What Thanksgiving Taught Me About Couples
Happy Thanksgiving, everyone! I hope that you and your loved ones are gathered around food and love. I think about the current political landscape and how it interferes in family gatherings. It can be so hard to maintain ties with people who disagree on really fundamental things. I’m going to focus this conversation on differences in couples and relationships and how I think about de-knotting difficult relationship dynamics.
I help couples change their process of relationship. Whether it’s around seemingly simple things as fights over loading the dishwasher to iciness in relationships because of political differences, the struggle can be boiled down to this: How do we stay connected despite the roiling feelings underneath?
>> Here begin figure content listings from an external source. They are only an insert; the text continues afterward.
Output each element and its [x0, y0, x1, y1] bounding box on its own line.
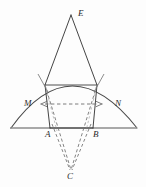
- edge-A-to-C: [52, 124, 70, 170]
- label-point-C: C: [67, 172, 73, 181]
- edge-E-to-right-arc: [71, 15, 97, 85]
- geometry-canvas: [0, 0, 146, 187]
- label-point-B: B: [93, 130, 99, 139]
- label-point-M: M: [24, 99, 32, 108]
- label-point-A: A: [45, 130, 51, 139]
- arrow-toward-N-icon: [96, 101, 102, 106]
- label-point-E: E: [78, 9, 84, 18]
- geometry-figure: E M N A B C: [0, 0, 146, 187]
- tick-left-upper: [38, 74, 48, 92]
- edge-B-to-C: [72, 124, 91, 170]
- edge-E-to-left-arc: [45, 15, 71, 85]
- tick-right-upper: [94, 74, 104, 92]
- label-point-N: N: [115, 99, 121, 108]
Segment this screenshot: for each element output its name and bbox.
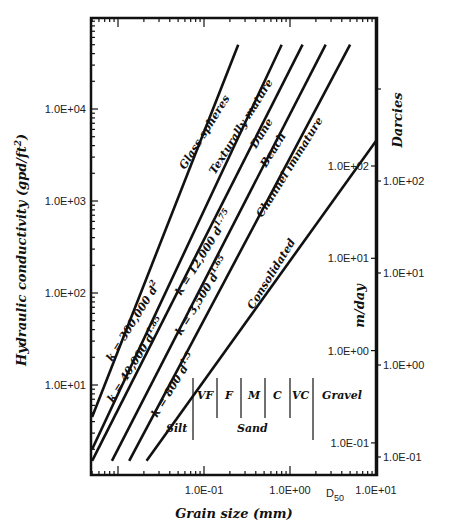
m-day-tick-label: 1.0E-01 [330, 437, 369, 449]
m-day-tick-label: 1.0E+02 [328, 160, 369, 172]
darcies-tick-label: 1.0E+01 [383, 267, 424, 279]
x-axis-title: Grain size (mm) [175, 506, 293, 521]
tick-labels: 1.0E+011.0E+021.0E+031.0E+041.0E-011.0E+… [45, 103, 425, 496]
darcies-tick-label: 1.0E+02 [383, 175, 424, 187]
m-day-tick-label: 1.0E+00 [328, 345, 369, 357]
d50-label: D50 [326, 487, 344, 503]
series-labels: Glass spheres Texturally mature Dune Bea… [177, 77, 326, 312]
y-tick-label: 1.0E+01 [45, 379, 86, 391]
plot-frame [91, 18, 377, 475]
hydraulic-conductivity-chart: 1.0E+011.0E+021.0E+031.0E+041.0E-011.0E+… [0, 0, 449, 528]
class-silt: Silt [166, 422, 187, 435]
class-f: F [224, 389, 234, 402]
class-m: M [247, 389, 261, 402]
darcies-tick-label: 1.0E+00 [383, 359, 424, 371]
class-gravel: Gravel [322, 389, 362, 402]
y-axis-title: Hydraulic conductivity (gpd/ft2) [13, 134, 29, 367]
class-vc: VC [292, 389, 310, 402]
axis-ticks [91, 18, 381, 475]
formula-800: k = 800 d1.5 [146, 349, 198, 420]
y-tick-label: 1.0E+03 [45, 195, 86, 207]
x-tick-label: 1.0E+00 [269, 484, 310, 496]
y-tick-label: 1.0E+04 [45, 103, 86, 115]
class-vf: VF [197, 389, 215, 402]
label-consolidated: Consolidated [245, 236, 299, 311]
x-tick-label: 1.0E-01 [185, 484, 224, 496]
class-sand: Sand [237, 422, 268, 435]
class-c: C [273, 389, 282, 402]
y-tick-label: 1.0E+02 [45, 287, 86, 299]
m-day-tick-label: 1.0E+01 [328, 252, 369, 264]
x-tick-label: 1.0E+01 [355, 484, 396, 496]
grain-size-classes: Silt VF F M C VC Sand Gravel [166, 378, 362, 440]
darcies-tick-label: 1.0E-01 [383, 451, 422, 463]
m-day-axis-title: m/day [352, 283, 367, 328]
darcies-axis-title: Darcies [390, 92, 405, 149]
Irritability, Iciness, Withdrawal, and co-dependent soothing: They’re all fights to me.
All of these reactions- irritability, iciness, withdrawal, and co-dependent attentiveness- are likely indicators of people getting into their “4 F’s": Fight, flight, freeze or fawn. I cover what fawning is in another post. All of these share a characteristic: they are a result of a survival mechanism that helps us get out of danger.
Here’s something I use to get people to understand what kind of danger these behaviors help with. Imagine you hear bushes rustling and then a bear jumps out. You can respond by getting tall and banging pots, you can freeze and act dead, you can run, or you can feed the bear food from your pack. All of these behaviors are driven by an adrenaline boost, and rapid thought loops.
When you get in one of the 4-F’s, your heart rate ramps up, you tend to sweat, your thoughts run faster, your pupils may dilate - all of thse things help in taking in more information and reacting faster. But the reactions tend to be coarse and can be very abrasive to intimate relationships.
The Challenge: Having disagreement but still staying connected.
This is the challenge when people get into their fights - staying connected even while being challenged in their relationship. imagine two people ice skating in smoothh figure 8’s. Now imagine they link arms. Now imagine they spin around an axis. Now imagine the bumps and cuts on the ice getting them to lose balance. This is a physical metaphor for how challenging it can be for couples to stay connected while fighting.
Here are some feelings or thoughts you get in a fight:
hurt
resentful
the other person is the enemy
abandoned
unheard
alone
The key here, if you get into a fight, is to slow things down and getting into a more grounded, calm state. If the other person seems like the enemy, it’s not the right time to have the conversation. You have to pause and do active calming.
I hope that you are able to connect with your loved ones this Thanksgiving. I leave you with this thought: Much like those skaters spinning faster and faster around, if you want to stay connected, slowing down is the key.
Take good care. I’ll see you after Turkey-Day.